I had gained all that I wanted, and much more than I could have expected so soon. There was no more to be said and no excuse for our lingering at the table.

We went out into the lounge to drink our coffee, both looking at English illustrated papers a fortnight old. Their dullness seemed intolerable in this weary gap of inactivity that had to be lived through before the time came for our final risk.

“I can’t stand this any longer,” said Edmund suddenly, throwing down a sheet of snapshots of advertising peeresses at race-meetings, foolishly photographed in the awful ungainliness which the camera reveals in the act of walking.

“Let’s go out and walk or drive somewhere.”

“We can’t both leave. It’s not safe,” I reminded him.

I persuaded him to go out alone, for I felt I could better endure the irksomeness without him.

I returned to my room and sat by the window looking out over the sea, and listening to the sound of its waves on the sea-wall. The sound of the sea is always soothing and always melancholy, but it is especially so in distant places, for the sea has but one voice, everywhere its murmur is the same that we hear at home.

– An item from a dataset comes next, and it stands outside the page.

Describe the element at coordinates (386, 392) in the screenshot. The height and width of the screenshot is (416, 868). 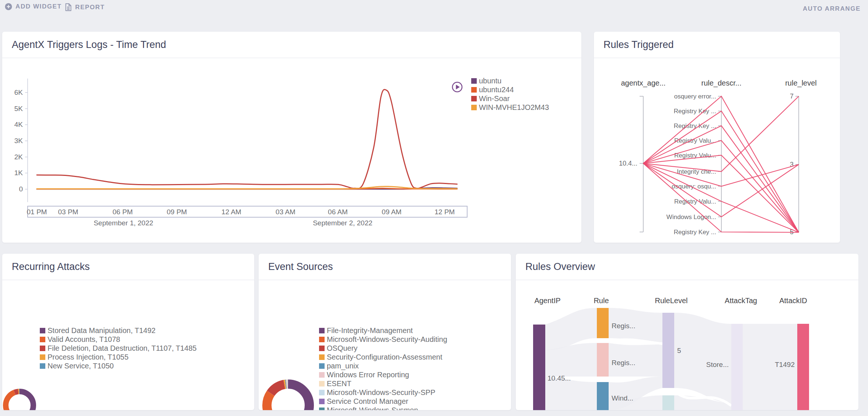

Edmund came in about midnight, and we sat together in the dark by the window.

Next door to the hotel there was a café, and its chairs and tables were spread out over the wide footpath. We could see under its electric lights the tops and tassels of tarbooshes, and the white discs of straw hats whose owners sat sipping coffee or lager beer, and eating olives and strange sweets. Most of them were talking loudly, and a strange babel of Arabic, Greek, Italian and French came up to us from the pavement.

“I have seen the policeman on duty,” said Edmund, “and put him all right with fifty piastres. The street will be as quiet as the grave when that infernal café shuts up.”